Kursk: The Last Mission

Submarine dramas can make good movies. Witness the huge success of Das Boot (Wolfgang Petersen, 1981), both in Germany, its country of origin, and worldwide. The claustrophobic atmosphere of the submarine, the dangers lurking beyond its walls, attacks from above and the sinking of ships by the successful crew, the tensions of men thrown together in a small space make for good drama.

Yet submarines are also travelling coffins. If all goes well this type of life must be exciting and adventurous. If it does not, death in a submarine is like being buried alive. For the unfortunate crew of the Kursk, a major Russian nuclear submarine, in August 2000 this was their fate. After an onboard explosion, the Kursk was trapped at the bottom of the Barents Sea, and after a delay, during which it was believed that some crew members could have been saved, it became apparent that all 118 crew members had died.

Even superficial online research shows that the precise nature of the accident on the Kursk and the possibility of rescuing the crew are very much disputed. This is not to support the Russian government in any way. The Kursk disaster became a byword for the cruelty and inefficiency of Putin’s government, which refused foreign help to rescue crew members. The incident caused a storm even within the Russian media, normally well controlled.

This movie takes up these themes. The obsolescence of so much Russian military equipment after the collapse of the Soviet system is revealed. The clamp on a diving vessel that would have allowed, through a specific hatch, the crew members to escape in decompressed conditions can’t be attached because it is too worn out, due to inadequate maintenance. The desperate families of the sailors are kept in the dark about what is happening to their loved ones are told lies and half-truths. One desperate woman is sedated by agents in a meeting because she is becoming embarrassing to the presiding naval officers. A foreign helping hand is declined and even when the nearest Russian admiral relents and calls on the services of a nearby British naval officer (Commodore David Russell, played by Colin Firth), he is promptly dismissed, and his post taken by a substitute.

The movie attempts to depict the suffering of the men waiting to be rescued. Here is where submarine drama kicks in. Matthias Schoenaerts (Mikhail Averin) does a brave job trying to keep up the morale of his men. He undertakes an incredibly long, underwater dive to release hatches trapping other crew members. Magnus Millang (Oleg Lebedev) tells silly jokes about polar bears and is generally the funny man in the desperate situation. The men bang pipes and walls of the submarine when they think they are going to be rescued. They have one last feast from ship’s rations before they die.

Their women – especially Léa Seydoux (Tanya Averina) – hold meetings, desperately trying to harry the authorities to be open with them. The lives of the crew’s families are depicted which includes a colourful Russian Orthodox wedding with cheerful singing and feasting afterwards, contrasted with the dull, Soviet-style flats in Murmansk where they live.

All this is well done and convincing. We get great performances from big beasts of the cinema such as Max von Sydow (Vladimir Petrenko), acting as a craggy, patriarchal Admiral, a faithful servant of the state, who will not be moved by the distress of the families. He takes little Misha’s (the captain’s son; Artemiy Spiridonov) refusal to shake his hand after his father’s funeral in his stride. Colin Firth (Commodore David Russell) is exactly right as the compassionate, but stiff upper-lipped, British naval officer.

Having said all this, at two hours this movie is a bit long. We know what the fate of the sailors will be. This undermines the tension of the submarine drama. Much of the drama in the submarine is pure speculation. Some think that their rescue was virtually impossible. Others maintain that, harsh though it was, Russia’s refusal to allow foreign powers to access a top-secret nuclear submarine was only to be expected. In similar circumstance the British and American governments might well have taken the same attitude. Nuclear warfare is a zero-sum game for everyone.

Kursk: The Last Mission is in cinemas and digital HD on Friday, July 12th. On Netflix in February.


_PROBLEM STATEMENT_:
Reproduce the entries word for word but drop every picture.

※

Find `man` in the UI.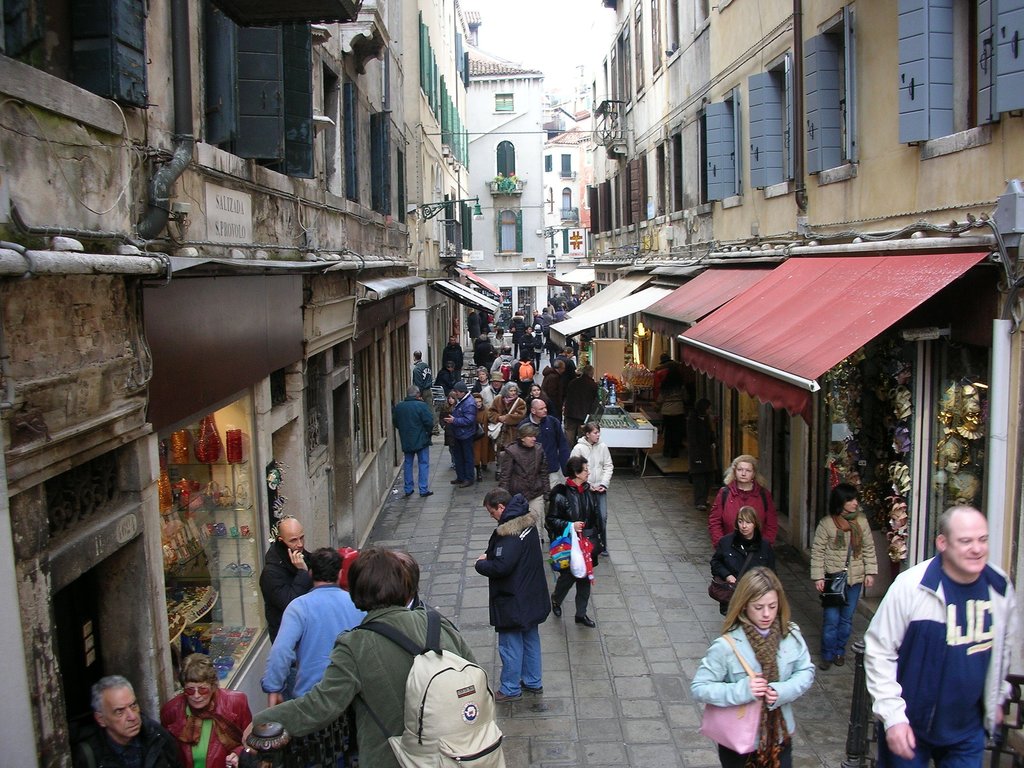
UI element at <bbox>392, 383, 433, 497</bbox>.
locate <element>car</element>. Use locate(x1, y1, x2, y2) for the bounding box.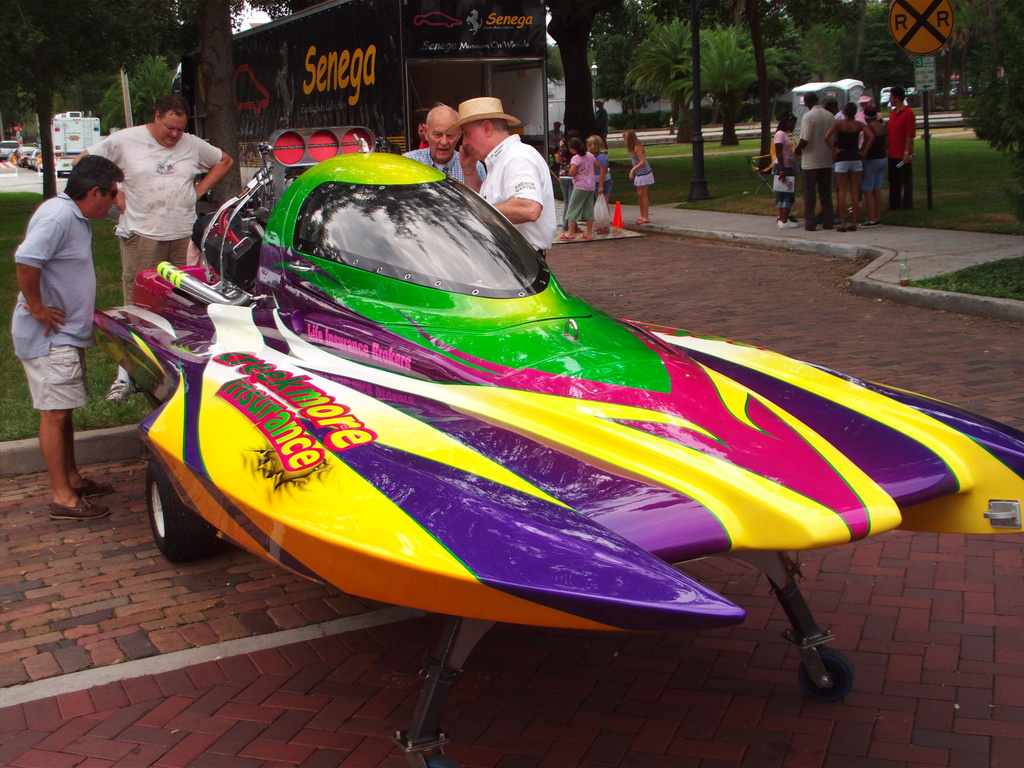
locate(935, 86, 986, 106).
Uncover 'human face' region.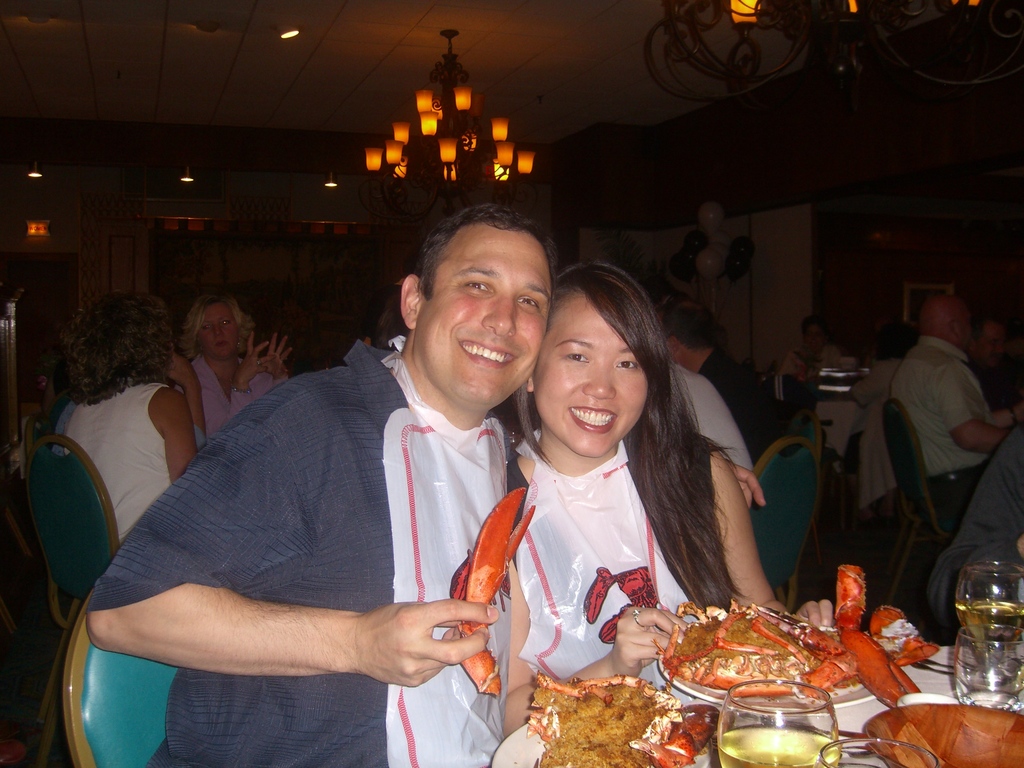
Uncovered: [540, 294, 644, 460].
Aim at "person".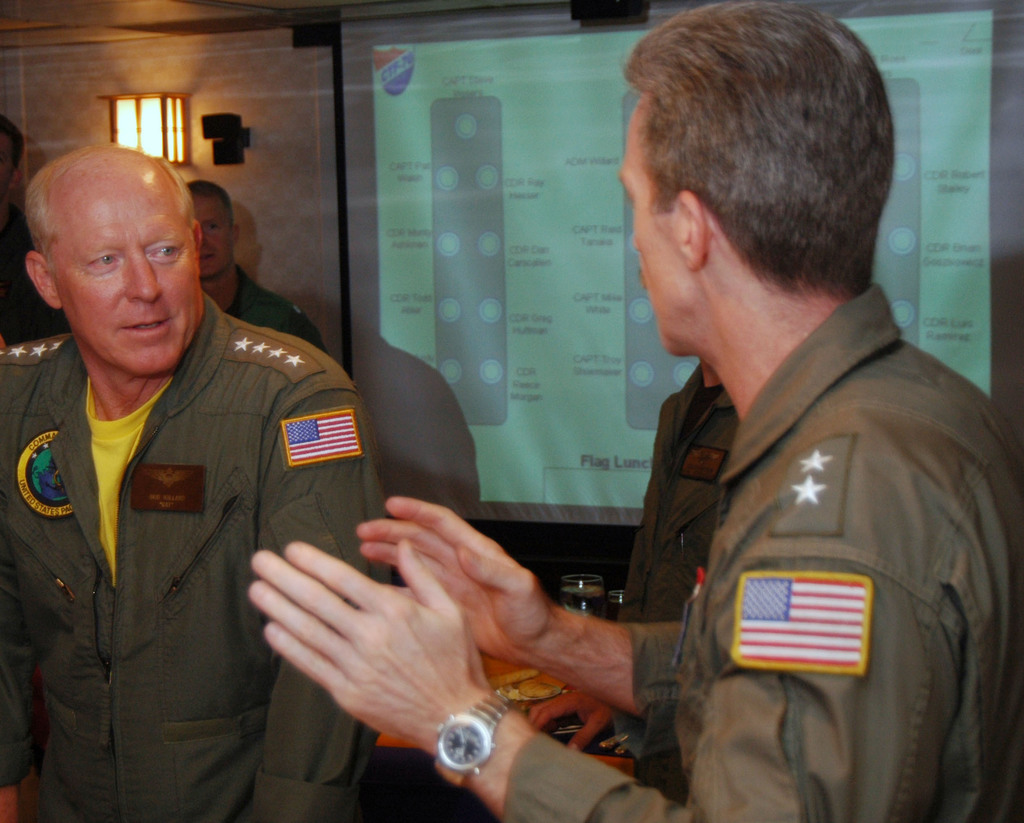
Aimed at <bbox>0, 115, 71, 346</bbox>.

※

_RESULT_:
Find `man` in the UI.
UI element at <bbox>392, 383, 433, 497</bbox>.
locate <element>car</element>. Use locate(x1, y1, x2, y2) for the bounding box.
locate(935, 86, 986, 106).
Uncover 'human face' region.
Uncovered: [540, 294, 644, 460].
Aim at "person".
Aimed at <bbox>0, 115, 71, 346</bbox>.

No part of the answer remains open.